Will the Omicron variant end the pandemic?

Yasmina Kattou, edited by Solène Delinger
6:13 a.m., January 13, 2022

Can Omicron save us from the pandemic? Extremely contagious, this variant gives rise to the hopes of the scientific world, which relies on its meteoric spread to achieve collective immunity. Indeed, according to the WHO, one in two Europeans will have been infected by Omicron within two months.

The extremely contagious Omicron wave is raising hopes. The scientific world is counting on the rapid spread of this variant to achieve potential collective immunity. While the vaccinated will have more antibodies, the non-vaccinated will develop a natural protection against the virus. Explanations.

“Omicron will reach everyone”

“Nobody knows exactly when we will be at the end of the tunnel, but we will get there,” Marco Cavaleri, head of vaccine strategy at the European Medicines Agency (EMA), said on Tuesday. At the beginning of January, Olivier Véran said in the columns of JDD : “This fifth wave may be the last. Omicron is so contagious that it will affect everyone.”

Hope arises from the extreme contagiousness of Omicron. The more people who are positive for Covid, the more the proportion of the immune population will increase. Within two months, one in two Europeans will have been infected with Omicron, estimates the World Health Organization. Unvaccinated people will therefore develop natural protection. Vaccinated people will have even more antibodies. This potential collective immunity will make it possible to better cope with the appearance of a new variant.

Coronavirus could become flu-like

Even if a new variant appears, it will not have as many consequences as it does today, explains Philippe Amouyel, epidemiologist: “The new virus will have much more difficulty in having the same circulation as Omicron”. According to him, a large part of the population in the world will be immunized by the summer. The Covid would then become an endemic, seasonal disease, just like the flu.

To increase the chances of achieving this, the WHO is asking laboratories to work on vaccines to better fight against transmission.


**What the exercise asks**.
Retype the line in which "Show the detection result for human face." appears, then every line after it until the records end. Leave out the pictures.

──────── Entries provided ────────

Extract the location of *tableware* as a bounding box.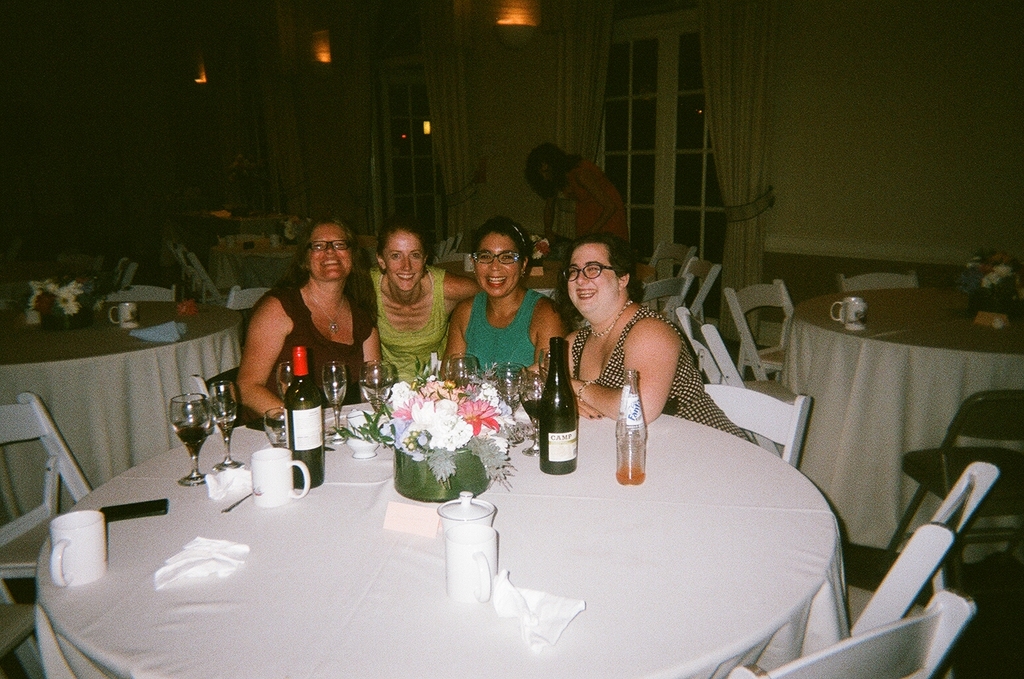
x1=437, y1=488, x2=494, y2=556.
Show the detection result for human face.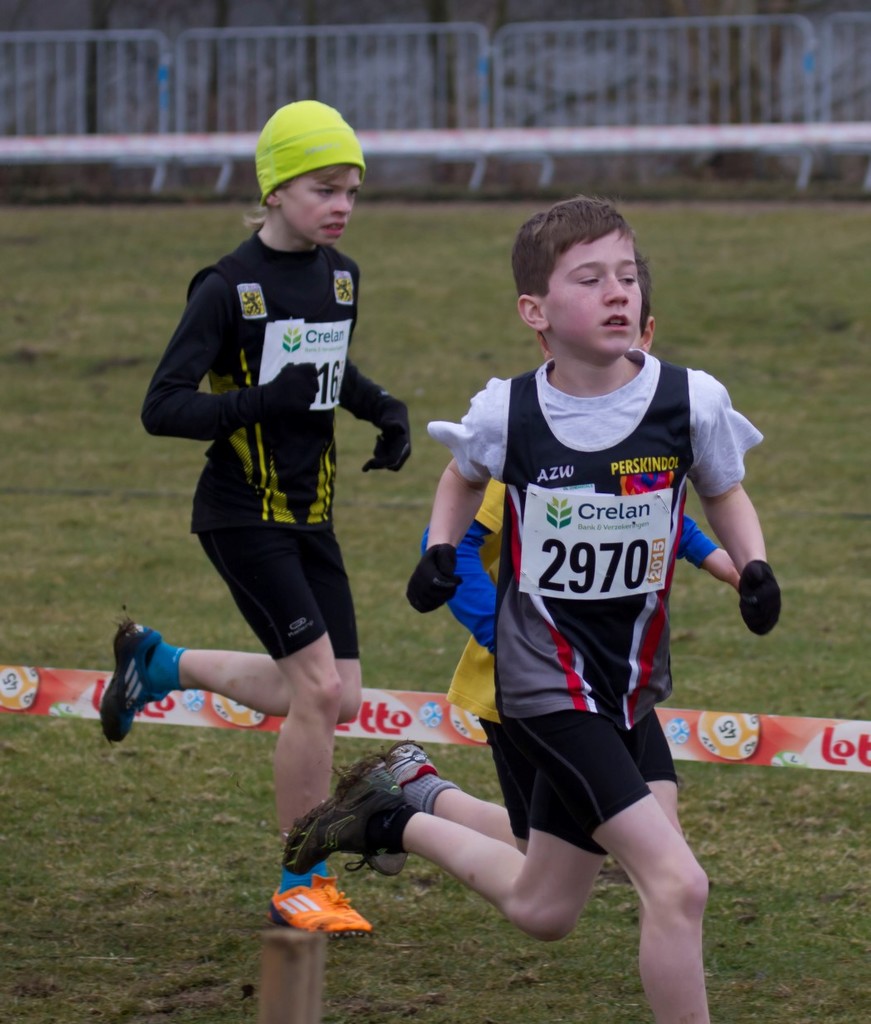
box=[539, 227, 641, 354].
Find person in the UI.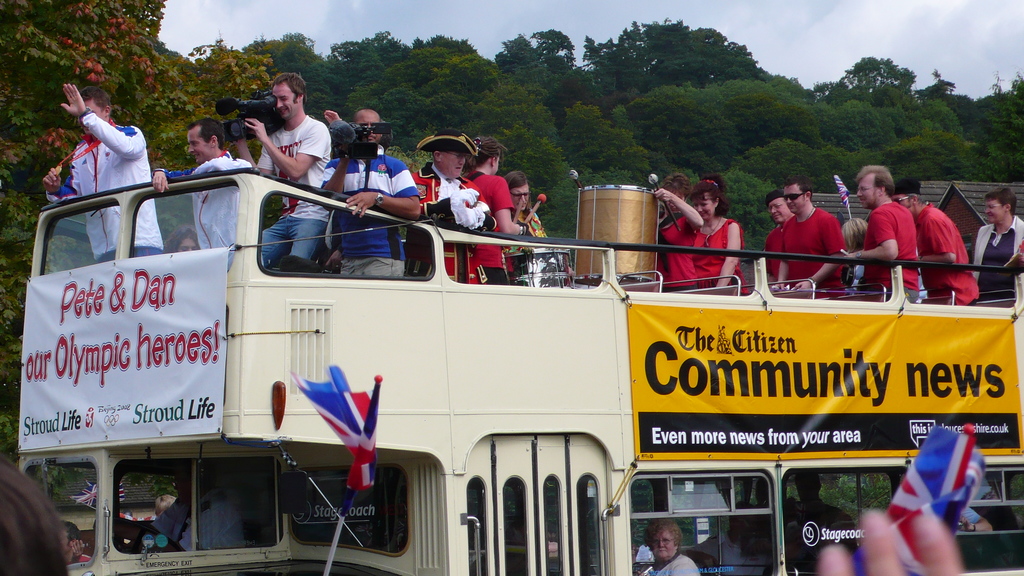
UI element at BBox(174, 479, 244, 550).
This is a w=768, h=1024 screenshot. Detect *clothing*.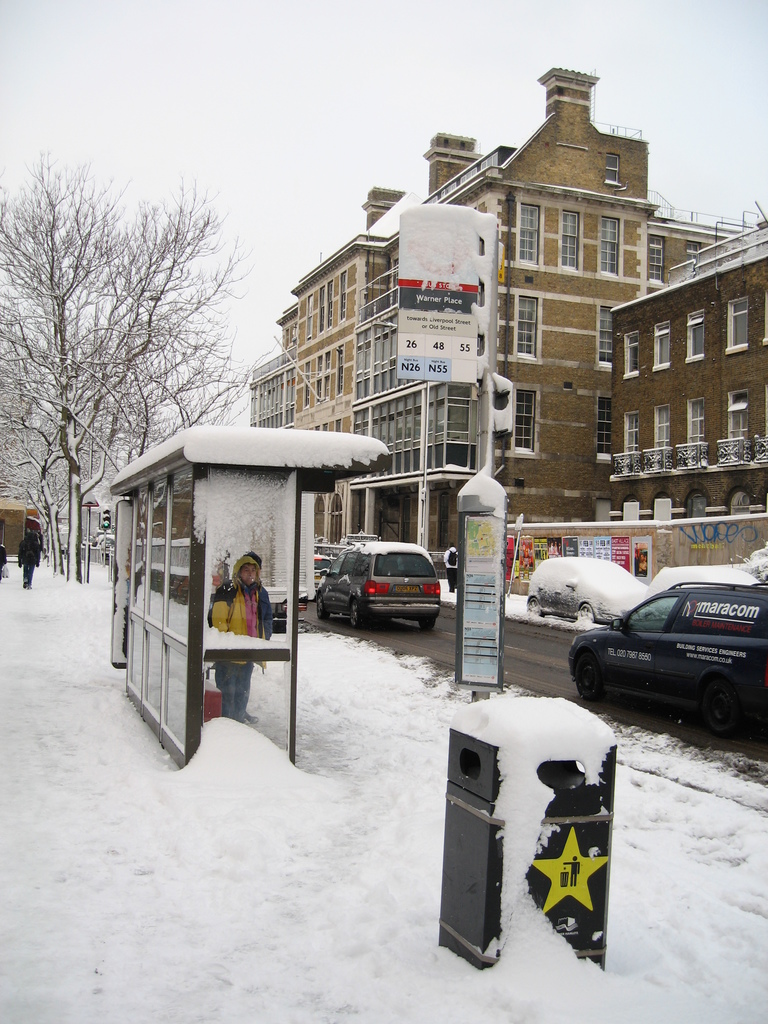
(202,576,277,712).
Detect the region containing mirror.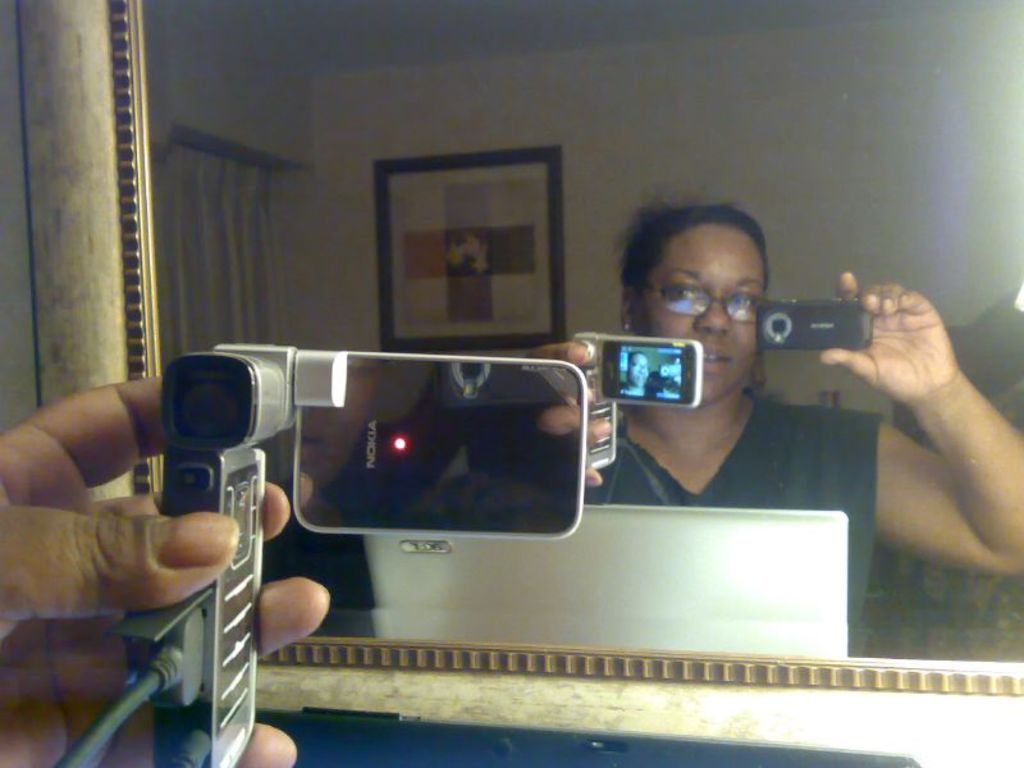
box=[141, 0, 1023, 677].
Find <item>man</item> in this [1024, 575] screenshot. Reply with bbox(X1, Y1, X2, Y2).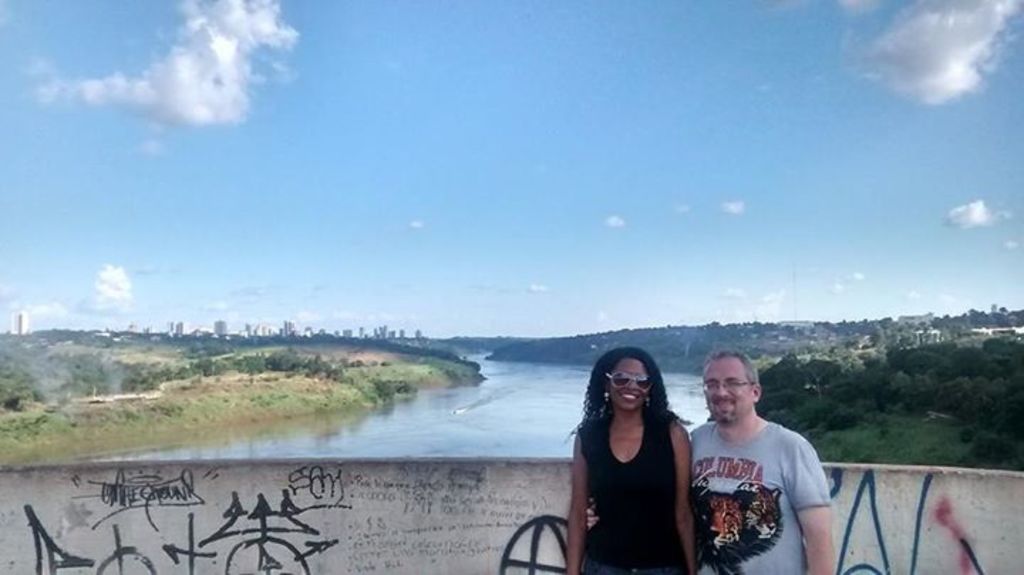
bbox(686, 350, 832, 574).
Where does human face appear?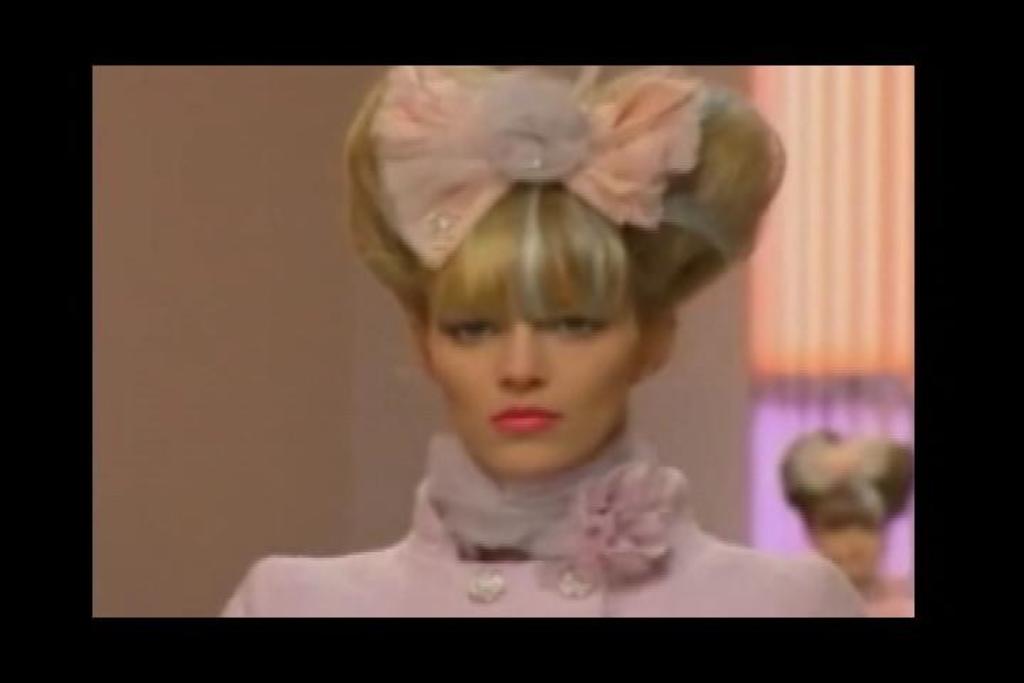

────────

**Response for this exercise**.
Show the detection result for human face.
box=[539, 227, 641, 354].
Find person in the UI.
UI element at BBox(174, 479, 244, 550).
This is a w=768, h=1024 screenshot. Detect *clothing*.
(202,576,277,712).
Detect the region containing mirror.
box=[141, 0, 1023, 677].
Find <item>man</item> in this [1024, 575] screenshot. Reply with bbox(X1, Y1, X2, Y2).
bbox(686, 350, 832, 574).
Where does human face appear?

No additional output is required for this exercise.